Sarah Lutz’s rapturous paintings draw on the sky, the land, and the sea, along with Cape Cod’s artistic lineage.
By Marni Elyse Katz
Sarah Lutz is known for candy-colored paintings with marine-inspired molecular forms that sit atop and sink below a horizon line, multiplying and dissipating. They’re joyous and mysterious, with buildups of bubbles, whooshes of wavy lines, and trails of dots draped like string lights against soft or saturated color.
Sometimes Lutz’s horizon line is imagined, leaving us submerged in a magical underwater world. Other times she splits the backdrop into two distinct fields of color. In these compositions, her shapes sit where the colors meet as if perched on a shelf, with their reflection underneath. The treatment, Lutz explains, relates to how the sun hovers on the horizon as it sets. “That motif is ingrained in my subconscious,” says the painter, who has soaked in the Outer Cape’s luminous sunsets every summer for the last 30 years.
Lutz’s conglomeration of organic shapes has long been her focus. However, her attention has shifted to what’s behind them. The backgrounds—those fields of color—are currently at the forefront of her creative process. “The subject now is more the color and light and paint itself,” she says.
The artist is experimenting with applying pigment to linen, then rubbing it away to create ombré washes. This staining technique taps into the practice of Helen Frankenthaler, who painted in Provincetown in the 1950s and ‘60s. Lutz is also juxtaposing fields of complementary colors—hot pink and turquoise, for example—to produce “optical vibrations” in the manner of Mark Rothko, another artist who worked in Provincetown in the mid-20th century.
“I’m looking at how colors meet and what happens when they do,” she explains. “Do I leave it so you can see the texture of the linen or build it up?” We’re betting on her maximalist tendencies but appreciate the layers of history beneath, as does she. “There’s something beautiful about being part of a long history of artists who made work on the Outer Cape,” she says.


### Requirement
When you output the records, match them exactly and omit any picture they include.

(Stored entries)
__________

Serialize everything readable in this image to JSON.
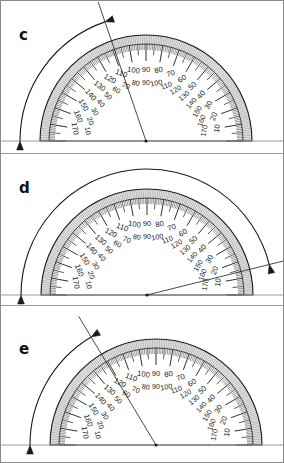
{
  "figure": {
    "type": "protractor-angle-measurement-worksheet",
    "panel_count": 3,
    "background_color": "#ffffff",
    "ink_color": "#1a1a1a",
    "frame_color": "#8a8a8a"
  },
  "scale": {
    "outer_labels": [
      "10",
      "20",
      "30",
      "40",
      "50",
      "60",
      "70",
      "80",
      "90",
      "100",
      "110",
      "120",
      "130",
      "140",
      "150",
      "160",
      "170"
    ],
    "inner_labels": [
      "170",
      "160",
      "150",
      "140",
      "130",
      "120",
      "110",
      "100",
      "90",
      "80",
      "70",
      "60",
      "50",
      "40",
      "30",
      "20",
      "10"
    ],
    "tick_interval_degrees": 1,
    "major_tick_interval_degrees": 10,
    "minor_tick_interval_degrees": 5,
    "range_degrees": [
      0,
      180
    ]
  },
  "panels": [
    {
      "label": "c",
      "label_x": 18,
      "label_y": 34,
      "center_x": 145,
      "baseline_y": 140,
      "radius": 106,
      "arc_radius": 126,
      "ray_angle_degrees": 109,
      "arrow_sweep_start_degrees": 180,
      "arrow_sweep_end_degrees": 109,
      "arrow_direction": "counterclockwise-from-left",
      "panel_top": 1,
      "panel_height": 151
    },
    {
      "label": "d",
      "label_x": 18,
      "label_y": 188,
      "center_x": 146,
      "baseline_y": 293,
      "radius": 106,
      "arc_radius": 126,
      "ray_angle_degrees": 14,
      "arrow_sweep_start_degrees": 180,
      "arrow_sweep_end_degrees": 14,
      "arrow_direction": "counterclockwise-from-left",
      "panel_top": 152,
      "panel_height": 152
    },
    {
      "label": "e",
      "label_x": 18,
      "label_y": 348,
      "center_x": 155,
      "baseline_y": 443,
      "radius": 106,
      "arc_radius": 126,
      "ray_angle_degrees": 121,
      "arrow_sweep_start_degrees": 180,
      "arrow_sweep_end_degrees": 121,
      "arrow_direction": "counterclockwise-from-left",
      "panel_top": 304,
      "panel_height": 158
    }
  ]
}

__________

### Completed exercise
Serialize everything readable in this image to JSON.
{
  "figure": {
    "type": "protractor-angle-measurement-worksheet",
    "panel_count": 3,
    "background_color": "#ffffff",
    "ink_color": "#1a1a1a",
    "frame_color": "#8a8a8a"
  },
  "scale": {
    "outer_labels": [
      "10",
      "20",
      "30",
      "40",
      "50",
      "60",
      "70",
      "80",
      "90",
      "100",
      "110",
      "120",
      "130",
      "140",
      "150",
      "160",
      "170"
    ],
    "inner_labels": [
      "170",
      "160",
      "150",
      "140",
      "130",
      "120",
      "110",
      "100",
      "90",
      "80",
      "70",
      "60",
      "50",
      "40",
      "30",
      "20",
      "10"
    ],
    "tick_interval_degrees": 1,
    "major_tick_interval_degrees": 10,
    "minor_tick_interval_degrees": 5,
    "range_degrees": [
      0,
      180
    ]
  },
  "panels": [
    {
      "label": "c",
      "label_x": 18,
      "label_y": 34,
      "center_x": 145,
      "baseline_y": 140,
      "radius": 106,
      "arc_radius": 126,
      "ray_angle_degrees": 109,
      "arrow_sweep_start_degrees": 180,
      "arrow_sweep_end_degrees": 109,
      "arrow_direction": "counterclockwise-from-left",
      "panel_top": 1,
      "panel_height": 151
    },
    {
      "label": "d",
      "label_x": 18,
      "label_y": 188,
      "center_x": 146,
      "baseline_y": 293,
      "radius": 106,
      "arc_radius": 126,
      "ray_angle_degrees": 14,
      "arrow_sweep_start_degrees": 180,
      "arrow_sweep_end_degrees": 14,
      "arrow_direction": "counterclockwise-from-left",
      "panel_top": 152,
      "panel_height": 152
    },
    {
      "label": "e",
      "label_x": 18,
      "label_y": 348,
      "center_x": 155,
      "baseline_y": 443,
      "radius": 106,
      "arc_radius": 126,
      "ray_angle_degrees": 121,
      "arrow_sweep_start_degrees": 180,
      "arrow_sweep_end_degrees": 121,
      "arrow_direction": "counterclockwise-from-left",
      "panel_top": 304,
      "panel_height": 158
    }
  ]
}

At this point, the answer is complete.